As for his orders, Grant screwed that up as much as anything. Finally, the only true “hindsight” criticism would be, had Wallace continued on his original march down the Shunpike and over Clear Creek and onto owl Creek, he might have struck the Confederates at the rear near Hardee’s division, and that could have spelled disaster for the attackers.
Finally, Steven H. Newton article’s article, “What Kind of War?” in this year’s #3 issue of North & South is an interesting and perhaps flawed attempt to re-address or re-direct the questions surrounding the nature of the fighting during the war and whether or not it might have approached Total War?
He contends, “whether it is the extend and magnitude of noncombatant death and suffering which crosses the border into the realm of total war or the intent of formal policies of suppression.” (24).
The backwoods bushwhacking and guerrilla warfare that took place all across the border states, and the lack of military intervention, according to Newton, points to a deliberate neglect on the part of military officials to intervene in atrocities aimed at civilians. This “intent” was to allow the in-fighting among the civilians to be “played out,” to use a term of the times.
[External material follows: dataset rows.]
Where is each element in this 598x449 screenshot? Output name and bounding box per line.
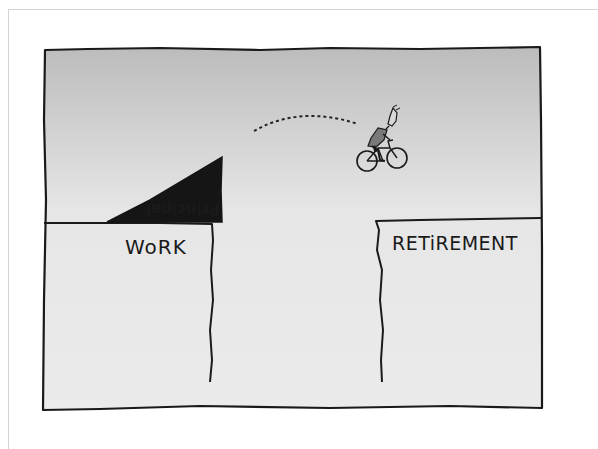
work-label: WoRK bbox=[125, 235, 187, 259]
panel-background bbox=[43, 47, 542, 410]
principal-label: Principal bbox=[146, 200, 220, 218]
retirement-label: RETiREMENT bbox=[392, 232, 518, 254]
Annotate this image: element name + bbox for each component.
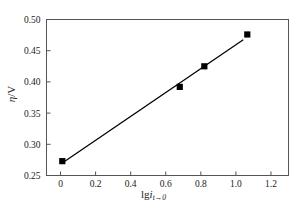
x-axis-title: lgit→0 <box>0 188 307 202</box>
x-axis-title-subscript: t→0 <box>153 193 166 202</box>
y-tick-label: 0.35 <box>24 109 41 119</box>
chart-figure: 0.250.300.350.400.450.50 00.20.40.60.81.… <box>0 0 307 212</box>
data-point <box>244 31 250 37</box>
y-axis-title-slash: / <box>5 94 17 97</box>
y-axis-title-symbol: η <box>5 97 17 102</box>
y-axis-title: η/V <box>5 74 17 114</box>
data-point <box>177 84 183 90</box>
y-tick-label: 0.40 <box>24 77 41 87</box>
y-axis-title-unit: V <box>5 86 17 94</box>
scatter-plot-canvas: 0.250.300.350.400.450.50 00.20.40.60.81.… <box>0 0 307 212</box>
y-tick-label: 0.45 <box>24 46 41 56</box>
y-tick-label: 0.50 <box>24 15 41 25</box>
data-point <box>59 158 65 164</box>
x-axis-title-lg: lg <box>141 188 150 200</box>
y-tick-label: 0.30 <box>24 140 41 150</box>
y-tick-label: 0.25 <box>24 171 41 181</box>
data-point <box>201 63 207 69</box>
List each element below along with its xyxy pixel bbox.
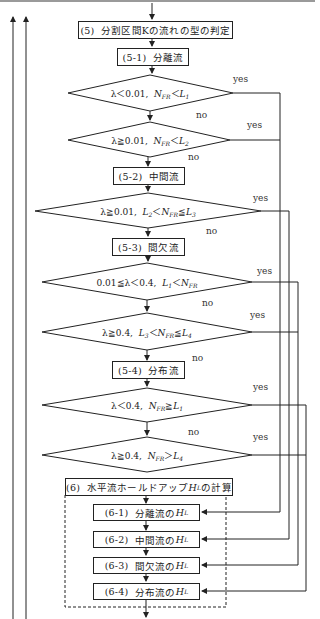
step-5-4-distributed-flow: (5-4) 分布流 [112, 361, 185, 379]
decision-d2-text: λ≧0.01, NFR＜L2 [111, 134, 189, 147]
yes-label-d1: yes [233, 74, 248, 84]
decision-d7-text: λ≧0.4, NFR＞L4 [111, 449, 183, 462]
no-label-d3: no [206, 226, 217, 236]
yes-label-d6: yes [253, 382, 268, 392]
calc-step-6-2: (6-2) 中間流のHL [93, 531, 200, 548]
decision-d4-text: 0.01≦λ＜0.4, L1＜NFR [96, 276, 197, 289]
no-label-d6: no [188, 427, 199, 437]
no-label-d4: no [202, 298, 213, 308]
yes-label-d7: yes [253, 432, 268, 442]
step-label: 分離流 [153, 50, 184, 64]
no-label-d2: no [188, 152, 199, 162]
decision-d1-text: λ＜0.01, NFR＜L1 [111, 87, 190, 100]
yes-label-d3: yes [253, 193, 268, 203]
step-number: (5-2) [119, 171, 143, 182]
yes-label-d4: yes [257, 266, 272, 276]
no-label-d5: no [192, 353, 203, 363]
step-number: (5-1) [123, 52, 147, 63]
step-5-1-separated-flow: (5-1) 分離流 [117, 48, 189, 66]
step-number: (5-4) [118, 365, 142, 376]
step-5-3-intermittent-flow: (5-3) 間欠流 [112, 238, 185, 256]
step-label: 間欠流 [148, 240, 179, 254]
step-number: (5-3) [118, 242, 142, 253]
no-label-d1: no [196, 110, 207, 120]
step-5-2-intermediate-flow: (5-2) 中間流 [113, 167, 185, 185]
yes-label-d2: yes [247, 120, 262, 130]
calc-step-6-3: (6-3) 間欠流のHL [93, 557, 200, 574]
calc-step-6-4: (6-4) 分布流のHL [93, 583, 200, 600]
decision-d3-text: λ≧0.01, L2＜NFR≦L3 [100, 205, 196, 218]
decision-d5-text: λ≧0.4, L3＜NFR≦L4 [102, 326, 192, 339]
horizontal-holdup-calc-box: (6) 水平流ホールドアップHLの計算 [65, 478, 233, 496]
step-number: (6) [66, 482, 80, 493]
step-label: 中間流 [149, 169, 180, 183]
decision-d6-text: λ＜0.4, NFR≧L1 [111, 399, 183, 412]
step-label: 分布流 [148, 363, 179, 377]
yes-label-d5: yes [250, 310, 265, 320]
calc-step-6-1: (6-1) 分離流のHL [93, 504, 200, 521]
step-number: (5) [80, 25, 94, 36]
flow-type-determination-box: (5) 分割区間Kの流れの型の判定 [78, 21, 233, 39]
step-label: 分割区間Kの流れの型の判定 [101, 23, 231, 37]
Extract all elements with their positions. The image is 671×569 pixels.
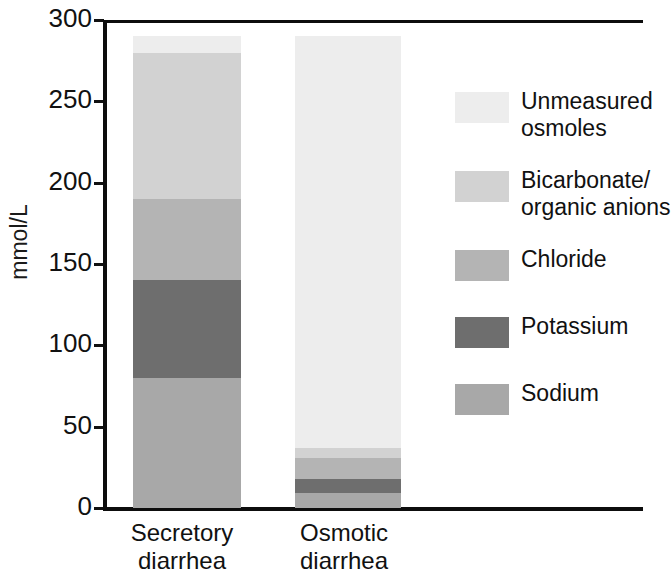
y-axis-tick-label-250: 250	[20, 86, 92, 112]
legend-label-unmeasured-osmoles: Unmeasuredosmoles	[521, 88, 671, 142]
legend-swatch-unmeasured-osmoles	[455, 92, 509, 123]
bar-segment-secretory-diarrhea-bicarbonate-organic-anions	[133, 53, 241, 199]
bar-segment-osmotic-diarrhea-potassium	[295, 479, 401, 494]
x-axis-category-line: Osmotic	[246, 519, 442, 547]
legend-label-line: Bicarbonate/	[521, 167, 671, 194]
bar-segment-secretory-diarrhea-unmeasured-osmoles	[133, 36, 241, 52]
bar-osmotic-diarrhea	[295, 36, 401, 508]
bar-segment-secretory-diarrhea-chloride	[133, 199, 241, 280]
legend-swatch-sodium	[455, 384, 509, 415]
bar-secretory-diarrhea	[133, 36, 241, 508]
legend-swatch-potassium	[455, 317, 509, 348]
legend-label-line: Chloride	[521, 246, 671, 273]
y-axis-tick-label-200: 200	[20, 168, 92, 194]
y-axis-tick-label-150: 150	[20, 249, 92, 275]
bar-segment-osmotic-diarrhea-chloride	[295, 458, 401, 479]
y-axis-tick-label-0: 0	[20, 493, 92, 519]
legend-label-bicarbonate-organic-anions: Bicarbonate/organic anions	[521, 167, 671, 221]
x-axis-category-line: diarrhea	[246, 547, 442, 569]
y-axis-tick-label-50: 50	[20, 412, 92, 438]
legend-label-line: Sodium	[521, 380, 671, 407]
legend-label-line: organic anions	[521, 194, 671, 221]
legend-label-line: Potassium	[521, 313, 671, 340]
y-axis-tick-labels: 050100150200250300	[20, 0, 92, 569]
x-axis-category-label-osmotic: Osmoticdiarrhea	[246, 519, 442, 569]
bar-segment-osmotic-diarrhea-bicarbonate-organic-anions	[295, 448, 401, 458]
y-axis-tick-label-300: 300	[20, 5, 92, 31]
legend-label-chloride: Chloride	[521, 246, 671, 273]
bar-segment-secretory-diarrhea-sodium	[133, 378, 241, 508]
legend-label-line: osmoles	[521, 115, 671, 142]
y-axis-tick-label-100: 100	[20, 330, 92, 356]
bar-segment-osmotic-diarrhea-unmeasured-osmoles	[295, 36, 401, 448]
legend-swatch-chloride	[455, 250, 509, 281]
bar-segment-osmotic-diarrhea-sodium	[295, 493, 401, 508]
legend-label-sodium: Sodium	[521, 380, 671, 407]
bar-segment-secretory-diarrhea-potassium	[133, 280, 241, 378]
legend-label-line: Unmeasured	[521, 88, 671, 115]
legend-label-potassium: Potassium	[521, 313, 671, 340]
legend-swatch-bicarbonate-organic-anions	[455, 171, 509, 202]
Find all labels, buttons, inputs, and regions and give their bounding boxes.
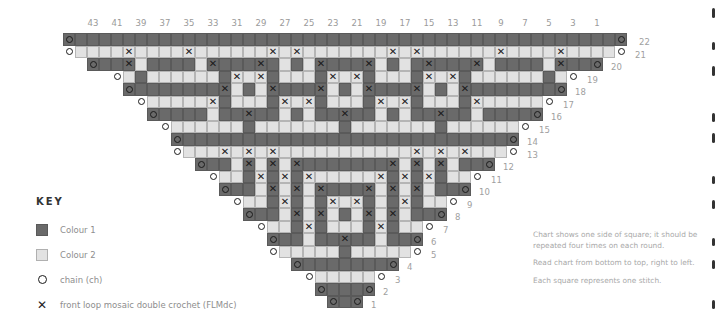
stitch-cell: [447, 133, 459, 146]
stitch-cell: [531, 58, 543, 71]
circle-icon: [328, 297, 338, 308]
chain-stitch-cell: [159, 121, 171, 134]
edge-mark: [712, 260, 715, 269]
stitch-cell: [231, 33, 243, 46]
chain-stitch-cell: [471, 171, 483, 184]
stitch-cell: [147, 71, 159, 84]
stitch-cell: [171, 83, 183, 96]
stitch-cell: [327, 58, 339, 71]
stitch-cell: [243, 96, 255, 109]
stitch-cell: [219, 46, 231, 59]
cross-icon: ✕: [292, 47, 302, 58]
stitch-cell: [339, 58, 351, 71]
stitch-cell: [591, 33, 603, 46]
stitch-cell: [147, 33, 159, 46]
cross-icon: ✕: [424, 72, 434, 83]
stitch-cell: [351, 183, 363, 196]
stitch-cell: [315, 271, 327, 284]
stitch-cell: [339, 33, 351, 46]
column-label: 29: [255, 18, 267, 28]
chain-stitch-cell: [327, 296, 339, 309]
stitch-cell: [399, 233, 411, 246]
stitch-cell: [363, 46, 375, 59]
column-label: 21: [351, 18, 363, 28]
stitch-cell: [423, 133, 435, 146]
stitch-cell: [339, 83, 351, 96]
row-label: 10: [479, 187, 497, 197]
stitch-cell: [375, 146, 387, 159]
flmdc-stitch-cell: ✕: [315, 183, 327, 196]
stitch-cell: [435, 58, 447, 71]
cross-icon: ✕: [292, 159, 302, 170]
cross-icon: ✕: [304, 97, 314, 108]
stitch-cell: [375, 83, 387, 96]
stitch-cell: [411, 71, 423, 84]
chain-stitch-cell: [543, 96, 555, 109]
stitch-cell: [411, 208, 423, 221]
cross-icon: ✕: [352, 197, 362, 208]
stitch-cell: [303, 246, 315, 259]
chart-notes: Chart shows one side of square; it shoul…: [533, 230, 713, 293]
stitch-cell: [255, 96, 267, 109]
stitch-cell: [339, 296, 351, 309]
cross-icon: ✕: [388, 209, 398, 220]
stitch-cell: [231, 158, 243, 171]
cross-icon: ✕: [436, 147, 446, 158]
cross-icon: ✕: [220, 84, 230, 95]
flmdc-stitch-cell: ✕: [363, 208, 375, 221]
stitch-cell: [579, 46, 591, 59]
column-label: 9: [495, 18, 507, 28]
stitch-cell: [339, 246, 351, 259]
stitch-cell: [363, 271, 375, 284]
stitch-cell: [183, 83, 195, 96]
flmdc-stitch-cell: ✕: [435, 158, 447, 171]
flmdc-stitch-cell: ✕: [303, 171, 315, 184]
row-label: 3: [395, 275, 413, 285]
edge-mark: [712, 8, 715, 18]
stitch-cell: [363, 158, 375, 171]
stitch-cell: [351, 58, 363, 71]
cross-icon: ✕: [460, 84, 470, 95]
stitch-cell: [303, 33, 315, 46]
stitch-cell: [279, 233, 291, 246]
circle-icon: [196, 159, 206, 170]
circle-icon: [568, 72, 578, 83]
stitch-cell: [291, 83, 303, 96]
stitch-cell: [447, 158, 459, 171]
flmdc-stitch-cell: ✕: [411, 158, 423, 171]
flmdc-stitch-cell: ✕: [267, 158, 279, 171]
stitch-cell: [159, 83, 171, 96]
stitch-cell: [219, 108, 231, 121]
cross-icon: ✕: [268, 84, 278, 95]
flmdc-stitch-cell: ✕: [555, 58, 567, 71]
stitch-cell: [459, 71, 471, 84]
chain-stitch-cell: [219, 183, 231, 196]
chain-stitch-cell: [387, 258, 399, 271]
chain-stitch-cell: [315, 283, 327, 296]
stitch-cell: [255, 158, 267, 171]
stitch-cell: [471, 133, 483, 146]
stitch-cell: [195, 133, 207, 146]
stitch-cell: [339, 46, 351, 59]
stitch-cell: [207, 121, 219, 134]
stitch-cell: [459, 171, 471, 184]
cross-icon: ✕: [292, 184, 302, 195]
stitch-cell: [339, 196, 351, 209]
cross-icon: ✕: [376, 222, 386, 233]
cross-icon: ✕: [256, 59, 266, 70]
stitch-cell: [483, 96, 495, 109]
stitch-cell: [147, 96, 159, 109]
circle-icon: [36, 275, 48, 284]
circle-icon: [376, 272, 386, 283]
flmdc-stitch-cell: ✕: [339, 108, 351, 121]
stitch-cell: [471, 33, 483, 46]
flmdc-stitch-cell: ✕: [411, 146, 423, 159]
flmdc-stitch-cell: ✕: [471, 96, 483, 109]
flmdc-stitch-cell: ✕: [459, 146, 471, 159]
stitch-cell: [231, 96, 243, 109]
flmdc-stitch-cell: ✕: [363, 83, 375, 96]
stitch-cell: [159, 46, 171, 59]
stitch-cell: [207, 71, 219, 84]
stitch-cell: [459, 46, 471, 59]
stitch-cell: [507, 58, 519, 71]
I like Newton’s logic, though his approach (starting with Kit Carson and his campaign against the Navajo and attempting to connect it with the fighting east of the Mississippi) is misguided I felt, however his arguments are strong.
I have attempted in the past to argue that the intention of the belligerents was as “total” as it could get for situation and time. This was a culture and society of chivalry and honor, two opposing cultures that did not have racial animosity towards the other, and could not have directly took part in wholesale slaughter of civilians and other non-combatants. It simply could not have happened as it did against the Indians and in Europe where racial superiority reigned.
I think Newton does a good job with his thesis and I think there is still wiggle room for making the argument that in their own way the Civil War approached, if not partially enter, the realm of totality.